As protests continue across the country demanding an end to injustices and police brutality against the Black community, many are turning to books to educate themselves about the history and current state of racism in the United States. There are many great resources online such as a book list in The New York Times compiled in 2019 by Ibram X. Kendi, founding director of the Antiracist Research and Policy Center at American University, that provides an overview of race by decade.
Below, the Department of English at the University of Utah has put together an additional list of books, graphic novels and poetry to help readers better understand and further explore racism in America.
Books
"Angela Davis: An Autobiography" and "Freedom Is a Constant Struggle" by Angela Y. Davis
Davis' biography relays her trial and lessons learned from participating in freedom movements. The other is a more recent collection of her writings and interviews on the global freedom struggle.
"Between the World and Me" by Ta-Nehisi Coates
An exploration of America’s racial history.
"Black Boy" by Richard Wright
An early critique of how progressive white movements espouse inclusion and equity but don’t actually support Black people.
"Borderlands" by Gloria Anzaldua
Focuses on the US/Mexico border cultures. It’s a passionate and eye-opening discussion of both physical and metaphorical borders and of the cultural/linguistic hybridity of “borderzones.”
"Citizen: An American Lyric" by Claudia Rankine
Explores racial aggressions in ongoing encounters in 21st-century daily life and in the media
"The Fire Next Time" by James Baldwin
Two essays that discuss the relationship between oppression, religion and justice. It’s a precursor for Ta-Nehisi Coates' "Between the World and Me."
"The Gangster We are All Looking For" by Le Thi Diem Thuy
A lyrical, elliptical novel meditating on family and refugee trauma.
"Good Talk: A Memoir in Conversations" by Mira Jacob
A memoir-in-essays about the author’s mixed-race family.
"How Racism Takes Place" by George Lipsitz
Breaks down how space, particularly urban spaces, are encoded with racial assumptions and policies. It also points to how communities have reimagined these spaces for liberation.
"How We Get Free: Black Feminism and the Combahee River Collective" by Keeanga-Yamahtta Taylor
Taylor interviews founding members of the Black feminist collective, as well as contemporary Black Lives Matters activists, to get their take on the work needed for a just world.
"The Marrow of Tradition" by Charles W. Chesnutt
A fictional account of the 1898 Wilmington Riot in Wilmington, North Carolina.
"Minor Feelings" by Cathy Park Hong
A collection of essays that considers Asian American identity, racism and intersectionality.
"Native Speaker" and "A Gesture of Life" by Chang Rae Lee
Both books explore issues of transgenerational and transnational trauma, racism and assimilation.
"No-No Boy" by John Okada
Explores the costs and consequences of assimilation, as well as the complex intersections of patriotism, loyalty and race in the Japanese American community during World War II.
"Orientalism" by Edward Said
A classic academic study of how cultural discourses create racial and cultural stereotypes.
"Playing in the Dark" by Toni Morrison
Considers the problematic and often deliberately racist ways that American literature has depicted the presence—visible or invisible—of African Americans in many canonical novels.
Also, "Beloved."
"The Souls of Black Folk" by W.E.B. Du Bois
Defines and explains the double consciousness that African Americans and—by extension—other minoritized identities are forced to experience.
"The Sympathizer" by Viet Thanh Nguyen
Examines the legacy of the Vietnam War on both American citizens and post-1975 Vietnamese refugees to America, while also reconsidering the global political intersections of need and connections that people of color share.
"The Wretched of the Earth" by Franz Fanon
A study (and powerful statement) about the psychological effects of racism and colonialism.
Graphic novels
- "Shortcomings" by Adrian Tomine
- "Same Difference" by Derek Kirk Kim
- "The Best We Could Do" by Thi Bui
- "American Born Chinese" by Gene Yang
- "Incognegro" by Mat Johnson
Poets
Poets whose collections tackle issues of race, identity and the legacies of slavery and/or colonialism.
- Audre Lorde
- Lucille Clifton
- Marilyn Chin
- Tyehimba Jess
- Wanda Coleman
- Natasha Tretheway
- Terrance Hayes
- Eduardo C. Corral
- Alberto Rios
- Jericho Brown
Their work can be found online at the Academy of American Poets or the Poetry Foundation.
White poets who explore issues of racism and race include Martha Collins with "Blue Front," which is an examination of lynching and the racism in her own white family, and Jake Adam York, whose collection "Abide" considers the relationship between white and Black communities via music.
Special thanks to Vincent Cheng, Distinguished Professor of English, Paisley Rekdal, professor of English, David Roh, associate professor of English and Crystal Rudds, assistant professor of English, for their recommendations.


(TASK PROMPT) Retype the whole listing that follows, line for line.
========================================================================
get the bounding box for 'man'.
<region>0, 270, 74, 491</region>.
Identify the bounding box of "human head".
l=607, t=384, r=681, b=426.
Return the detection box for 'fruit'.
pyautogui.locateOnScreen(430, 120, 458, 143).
========================================================================
(WRITTEN ANSWER)
get the bounding box for 'man'.
<region>0, 270, 74, 491</region>.
Identify the bounding box of "human head".
l=607, t=384, r=681, b=426.
Return the detection box for 'fruit'.
pyautogui.locateOnScreen(430, 120, 458, 143).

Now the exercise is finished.